Now 87, Fr Caden went to Sedgefield in 1966, was asked by the bishop to stay for five years and faithfully remains there – still leading services, still working, he supposes, three or four hours a day.

He’s back for St Mary’s jubilee.

“There really wasn’t much to Newton Aycliffe in those days,” he says.

“It’s amazing how it’s grown.”

Fr Martin McBrien had been appointed parish priest in 1954, lived in a house that’s now a vet’s surgery, first oversaw the building of a presbytery and then of the church.

The parish history also records that the adjoining school was opened in 1962, run by the affectionately remembered Sisters of the Cross and Passion.

The head was Sister Siobhan, from whom young teachers would claim that they learned more in three days than in two years in college. Sr Giovanni was an assiduous visitor, Sr Gabriel an elderly nun who’d still walk miles to take communion to the sick.

Sr Geraldine was among the first to drive – breakdowns frequent, it’s recorded, burned-out clutches a speciality.

The convent closed in 1995.

St Joseph’s school opened in 1968, a granite chapel added to the hall in 1984. Fr Campion now has charge of both churches, a total weekly mass attendance of around 400.

“I repeatedly tell them that though I have been in larger and wealthier parishes in the diocese,” he says, “I’ve never been in one more generous.”

FATHER Harry Ryan, parish priest for 20 years, and Fr Paddy Kennedy, at St Joseph’s for 12 years, are also back for the celebration.

The church looks light and lovely.

Bishop Seamus Cunningham speaks in his introduction of the “heresy of activity” – “there’s not just material poverty, there’s spiritual and psychological poverty, too”

– and in his closing remarks of the need to let go. “In this day and age we will sometimes have to accept change.
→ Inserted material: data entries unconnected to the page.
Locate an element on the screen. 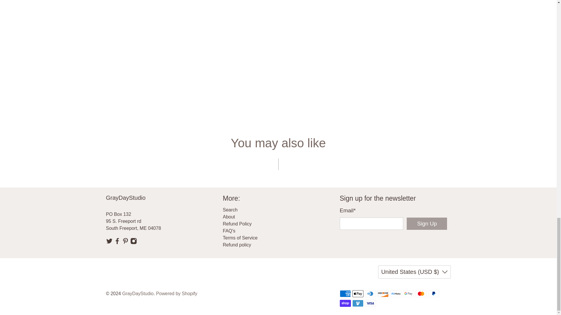 The width and height of the screenshot is (561, 315). GrayDayStudio is located at coordinates (150, 202).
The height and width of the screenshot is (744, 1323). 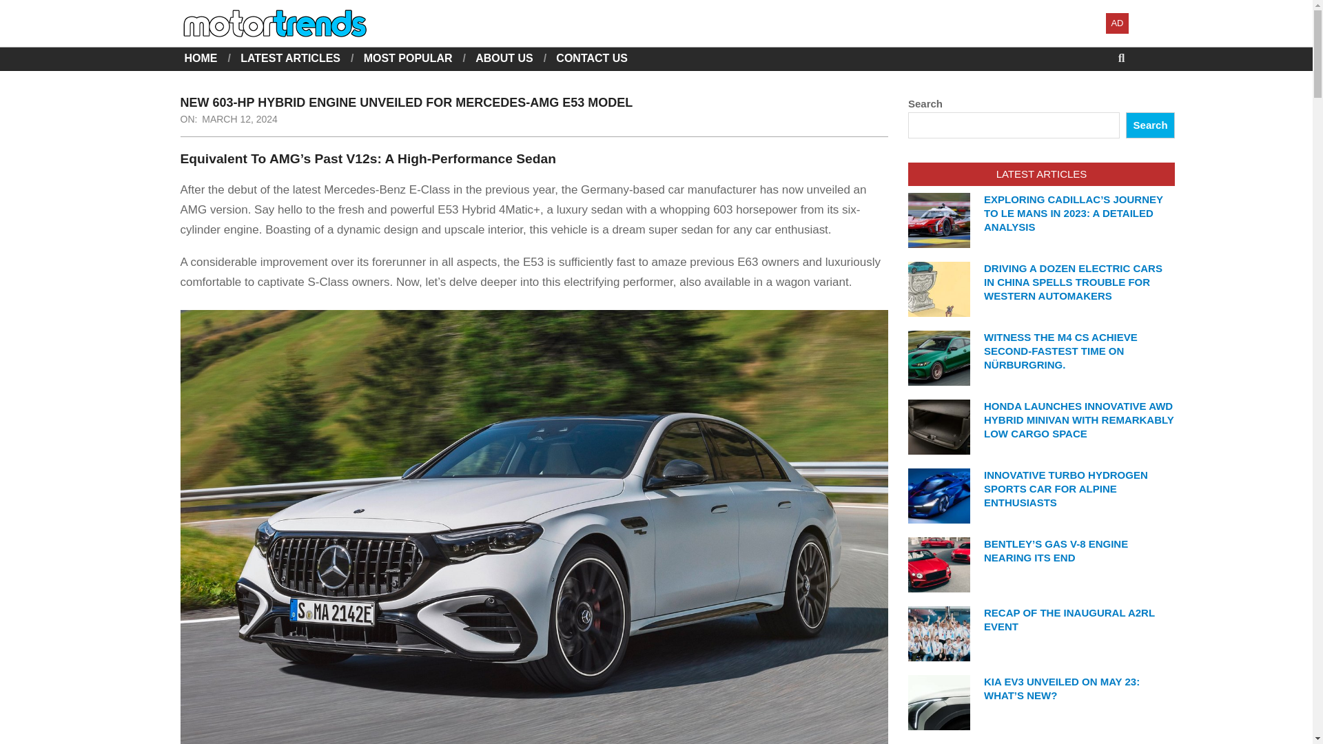 What do you see at coordinates (504, 58) in the screenshot?
I see `ABOUT US` at bounding box center [504, 58].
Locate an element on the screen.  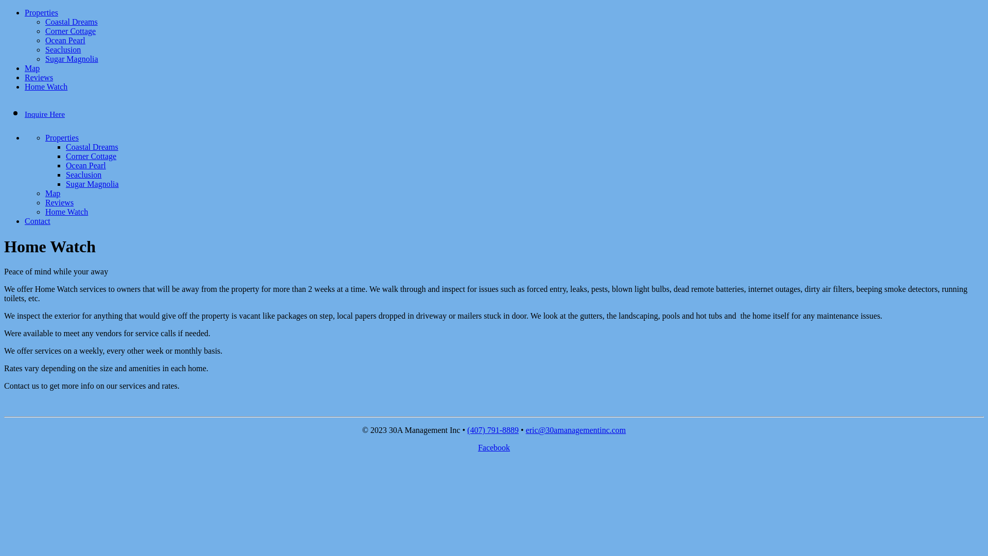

There’s no point in getting uptight and upset about it.”

He also tells a story that involves a bundle of pound notes. It must be quite an old story.

Fr Michael, for nine years dean of Newcastle Cathedral, repeats his thanks for his flock’s munificence.

“It’s second to none in its generosity.”

Bishop Seamus clearly appreciates the affection in which the parish priest is held, plays his cards right.

“I think we’ll leave him here for a while,” he says.

On a great morning on the town, it brings the warmest applause of all.